Enterprise work, especially in fintech involves a ton of systems and workflows. A wealth manager might receive a client request, check the CRM, open a portfolio system, validate data in Excel, copy an identifier into a legacy app, update a ticket, send an email, and then notify another team.
Both RPA and interop platforms try to reduce that friction, but in different ways.
RPA usually starts from the task: “A person performs these steps repeatedly. Can a bot perform them instead?” It can automate repetitive, rule-based work such as data entry, file movement, transaction processing, and system integration by mimicking human actions in digital systems.
Interop platforms like io.Connect usually start from the application estate: “Several applications are already part of a user workflow. Can they behave more like parts of one system?” A desktop or browser interop platform allows apps to be combined at the UI level so users can access the right data and functionality at the right time, reduce copy-paste, and connect legacy, third-party, modern web, and native apps so they can interact in real time.
RPA workflow example
An accounts payable team receives vendor invoices by email - here’s an RPA workflow:
- The bot monitors a shared mailbox for new invoice emails.
- When an invoice arrives, it downloads the PDF attachment.
- It extracts basic fields: vendor name, invoice number, date, amount, and purchase order number.
- It opens the ERP system.
- It enters the extracted data into the invoice form.
- It attaches the original PDF.
- It submits the record.
This is a good RPA example because the task is repetitive, rule-based, and execution-oriented. It saves manual work on behalf of the user, but needs maintenance e.g., when the ERP UX or invoice format changes.
io.Connect workflow example
Here a financial advisor is handling a client issue. The work is not a simple sequence that can run unattended.
An io.Connect workflow can look like this:
- The client calls the wealth manager on Teams.
- The client identity is loaded in io.Connect as context.
- io.Connect opens or restores a saved "Client Call" Workspace Layout (more about workspaces and layouts here - Interop User Journeys: Fixed Workflows or Power User Freedom ) passing the client identity as the initial Workspace context.
- The Workspace loads the relevant apps in one coordinated view: CRM profile, household accounts, portfolio holdings, recent transactions, performance chart, risk analytics, research/news, advisor notes, suitability checklist, Excel, and Outlook.
a. The selected client becomes the active shared context.
b. The CRM shows the client profile and relationship history.
c. The portfolio app loads the client’s accounts, holdings, cash positions, and recent activity.
d. The risk app shows current exposure, concentration, volatility, and suitability warnings.
e. The research app shows news and research related to the client’s largest holdings or watchlist. - The client asks, “What happens if we reduce exposure to this sector?” The advisor makes a selection and the rest of the Workspace narrows to it: risk, performance, transactions, etc.
- The advisor changes a proposed allocation in the model portfolio app.
- The risk app recalculates the impact by exposing a risk calculation as an Interop Method.
- The advisor clicks a Prepare Follow-Up button that raises an Intent. io.Connect activates the right app for preparing a proposal, meeting note, or follow-up email.
- Outlook opens with the client context, meeting subject, and relevant portfolio notes already available.
- After the call, the advisor saves the Workspace state, including app arrangement and relevant context, so the review can be resumed later.
The goal is not to replace the user, but to coordinate applications around the user. It’s an infrastructure that gives applications shared ways to exchange context, expose capabilities, launch workflows, and present themselves as part of one desktop experience.
Side-by-side comparison
A simple “RPA vs interop” framing can be misleading because the two operate at different layers.
| Layer | RPA | Interop platform |
|---|---|---|
| Primary abstraction | Simple task sequence | Complex application collaboration |
| Main actor | Bot | User plus dozens of connected apps |
| Integration style | UI automation, selectors, scripts, connectors | APIs, contexts, methods, streams, app definitions, Workspaces and Layouts |
| Best workflow type | Repetitive, rule-based, often back-office | Real-time, context-heavy, human-in-the-loop |
| Long-term maintenance | Fragile if UI/process changes | Requires integration design |
| User experience impact | Reduces simple repetitive work | Improves live multi-app workflows |
| Governance focus | Bot lifecycle, credentials, exceptions, audit | App definitions, permissions, contracts, context design, platform configuration |
The difference is not “automation vs no automation.” Interop also enables automation. The difference is what gets automated. Interop fits especially well when:
- The user still needs to decide, review, compare, approve, or investigate.
- Several apps need to stay aligned around the same client, instrument, ticket, order, case, or workflow.
- The organization wants reusable desktop capabilities rather than one-off scripts.
- The workflow is interactive and real-time.
- Visual organization matters, not just backend execution.
- Apps need to expose business functions to each other.
Is interop a replacement for RPA?
RPA and Interop solve different problems.
A good automation strategy may use both: interop to make the live desktop workflow coherent, and RPA to execute repetitive downstream work when there is no need for human judgment.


ASSIGNED TASK: Transcribe the records that follow exactly. Skip the pictures.

Items from a data source:
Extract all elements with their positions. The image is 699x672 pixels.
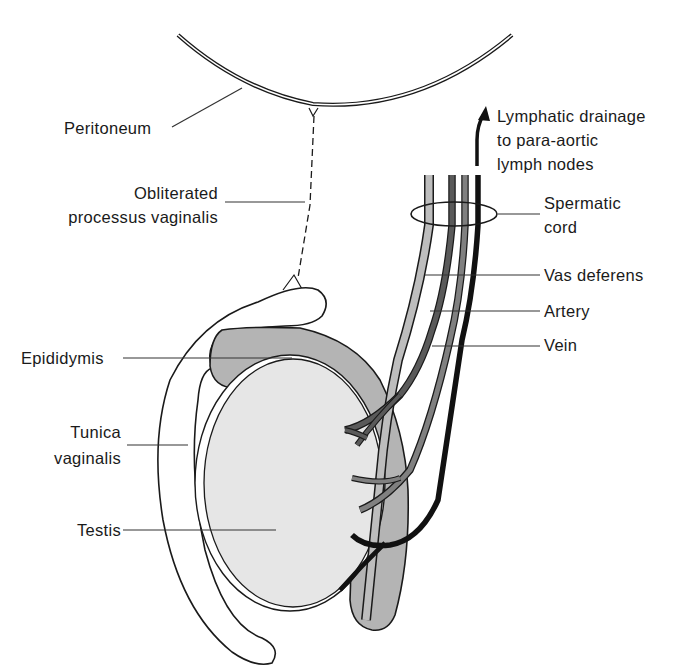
peritoneum bbox=[178, 35, 512, 105]
label-tunica-line1: Tunica bbox=[70, 423, 121, 441]
testis-anatomy-diagram: Peritoneum Obliterated processus vaginal… bbox=[0, 0, 699, 672]
label-lymph-line1: Lymphatic drainage bbox=[497, 107, 646, 125]
label-testis: Testis bbox=[77, 521, 121, 539]
lymphatic-arrow-icon bbox=[477, 106, 490, 166]
label-vein: Vein bbox=[544, 336, 577, 354]
label-spermatic-line1: Spermatic bbox=[544, 194, 621, 212]
label-processus-line1: Obliterated bbox=[134, 184, 218, 202]
label-epididymis: Epididymis bbox=[21, 349, 104, 367]
label-vas-deferens: Vas deferens bbox=[544, 266, 644, 284]
label-lymph-line2: to para-aortic bbox=[497, 131, 598, 149]
label-tunica-line2: vaginalis bbox=[54, 449, 121, 467]
label-lymph-line3: lymph nodes bbox=[497, 155, 594, 173]
label-processus-line2: processus vaginalis bbox=[68, 208, 218, 226]
label-peritoneum: Peritoneum bbox=[64, 119, 151, 137]
processus-vaginalis bbox=[283, 108, 318, 290]
label-spermatic-line2: cord bbox=[544, 218, 577, 236]
label-artery: Artery bbox=[544, 302, 590, 320]
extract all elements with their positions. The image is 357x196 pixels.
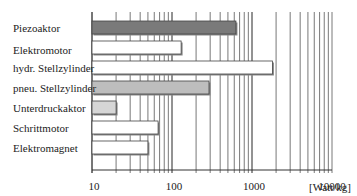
category-label-piezoaktor: Piezoaktor (13, 22, 60, 34)
category-label-pneu-stellzylinder: pneu. Stellzylinder (13, 82, 96, 94)
bar-hydr-stellzylinder (92, 61, 272, 74)
bar-elektromotor (92, 41, 181, 54)
x-tick-100: 100 (166, 180, 183, 192)
category-label-hydr-stellzylinder: hydr. Stellzylinder (13, 62, 94, 74)
x-tick-1000: 1000 (243, 180, 265, 192)
bar-pneu-stellzylinder (92, 81, 209, 94)
category-label-unterdruckaktor: Unterdruckaktor (13, 102, 86, 114)
category-label-schrittmotor: Schrittmotor (13, 122, 69, 134)
bar-piezoaktor (92, 21, 236, 34)
x-tick-10: 10 (89, 180, 100, 192)
bar-unterdruckaktor (92, 101, 116, 114)
x-axis-unit: [Watt/kg] (309, 181, 351, 193)
power-density-chart: Piezoaktor Elektromotor hydr. Stellzylin… (0, 0, 357, 196)
bar-schrittmotor (92, 121, 158, 134)
category-label-elektromagnet: Elektromagnet (13, 142, 78, 154)
category-label-elektromotor: Elektromotor (13, 44, 72, 56)
bar-elektromagnet (92, 141, 148, 154)
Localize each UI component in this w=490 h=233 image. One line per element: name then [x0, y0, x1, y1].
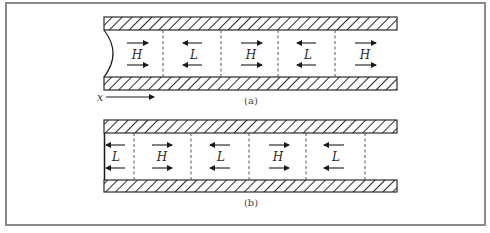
- x-axis-label: x: [97, 91, 104, 104]
- cell-label: L: [111, 150, 120, 164]
- cell-label: H: [156, 150, 168, 164]
- cell-label: L: [216, 150, 225, 164]
- cell-label: H: [131, 48, 143, 62]
- cell-label: H: [245, 48, 257, 62]
- bottom-wall-a: [104, 77, 397, 90]
- cell-label: H: [359, 48, 371, 62]
- caption-a: (a): [244, 95, 258, 106]
- channel-flow-diagram: H L H L H x (a): [0, 0, 490, 233]
- bottom-wall-b: [104, 180, 397, 192]
- cell-label: L: [189, 48, 198, 62]
- top-wall-b: [104, 120, 397, 133]
- top-wall-a: [104, 17, 397, 30]
- cell-label: L: [303, 48, 312, 62]
- cell-label: L: [331, 150, 340, 164]
- cell-label: H: [272, 150, 284, 164]
- caption-b: (b): [244, 197, 258, 208]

COMPLETED EXERCISE:
Extract all elements with their positions. The image is 699x672 pixels.
peritoneum bbox=[178, 35, 512, 105]
label-tunica-line1: Tunica bbox=[70, 423, 121, 441]
testis-anatomy-diagram: Peritoneum Obliterated processus vaginal… bbox=[0, 0, 699, 672]
label-lymph-line1: Lymphatic drainage bbox=[497, 107, 646, 125]
label-testis: Testis bbox=[77, 521, 121, 539]
lymphatic-arrow-icon bbox=[477, 106, 490, 166]
label-vein: Vein bbox=[544, 336, 577, 354]
label-spermatic-line1: Spermatic bbox=[544, 194, 621, 212]
label-processus-line1: Obliterated bbox=[134, 184, 218, 202]
label-epididymis: Epididymis bbox=[21, 349, 104, 367]
label-vas-deferens: Vas deferens bbox=[544, 266, 644, 284]
label-lymph-line2: to para-aortic bbox=[497, 131, 598, 149]
label-tunica-line2: vaginalis bbox=[54, 449, 121, 467]
label-lymph-line3: lymph nodes bbox=[497, 155, 594, 173]
label-processus-line2: processus vaginalis bbox=[68, 208, 218, 226]
label-peritoneum: Peritoneum bbox=[64, 119, 151, 137]
processus-vaginalis bbox=[283, 108, 318, 290]
label-spermatic-line2: cord bbox=[544, 218, 577, 236]
label-artery: Artery bbox=[544, 302, 590, 320]
extract all elements with their positions. The image is 357x196 pixels.
category-label-piezoaktor: Piezoaktor (13, 22, 60, 34)
category-label-pneu-stellzylinder: pneu. Stellzylinder (13, 82, 96, 94)
bar-hydr-stellzylinder (92, 61, 272, 74)
bar-elektromotor (92, 41, 181, 54)
x-tick-100: 100 (166, 180, 183, 192)
category-label-hydr-stellzylinder: hydr. Stellzylinder (13, 62, 94, 74)
x-tick-1000: 1000 (243, 180, 265, 192)
bar-pneu-stellzylinder (92, 81, 209, 94)
category-label-unterdruckaktor: Unterdruckaktor (13, 102, 86, 114)
category-label-schrittmotor: Schrittmotor (13, 122, 69, 134)
bar-piezoaktor (92, 21, 236, 34)
x-tick-10: 10 (89, 180, 100, 192)
bar-unterdruckaktor (92, 101, 116, 114)
x-axis-unit: [Watt/kg] (309, 181, 351, 193)
power-density-chart: Piezoaktor Elektromotor hydr. Stellzylin… (0, 0, 357, 196)
bar-schrittmotor (92, 121, 158, 134)
category-label-elektromagnet: Elektromagnet (13, 142, 78, 154)
category-label-elektromotor: Elektromotor (13, 44, 72, 56)
bar-elektromagnet (92, 141, 148, 154)
Localize each UI component in this w=490 h=233 image. One line per element: name then [x0, y0, x1, y1].
- x-axis-label: x: [97, 91, 104, 104]
- cell-label: L: [111, 150, 120, 164]
- cell-label: H: [156, 150, 168, 164]
- cell-label: L: [216, 150, 225, 164]
- cell-label: H: [131, 48, 143, 62]
- cell-label: H: [245, 48, 257, 62]
- bottom-wall-a: [104, 77, 397, 90]
- cell-label: H: [359, 48, 371, 62]
- caption-a: (a): [244, 95, 258, 106]
- channel-flow-diagram: H L H L H x (a): [0, 0, 490, 233]
- bottom-wall-b: [104, 180, 397, 192]
- cell-label: L: [189, 48, 198, 62]
- top-wall-b: [104, 120, 397, 133]
- top-wall-a: [104, 17, 397, 30]
- cell-label: L: [303, 48, 312, 62]
- cell-label: L: [331, 150, 340, 164]
- cell-label: H: [272, 150, 284, 164]
- caption-b: (b): [244, 197, 258, 208]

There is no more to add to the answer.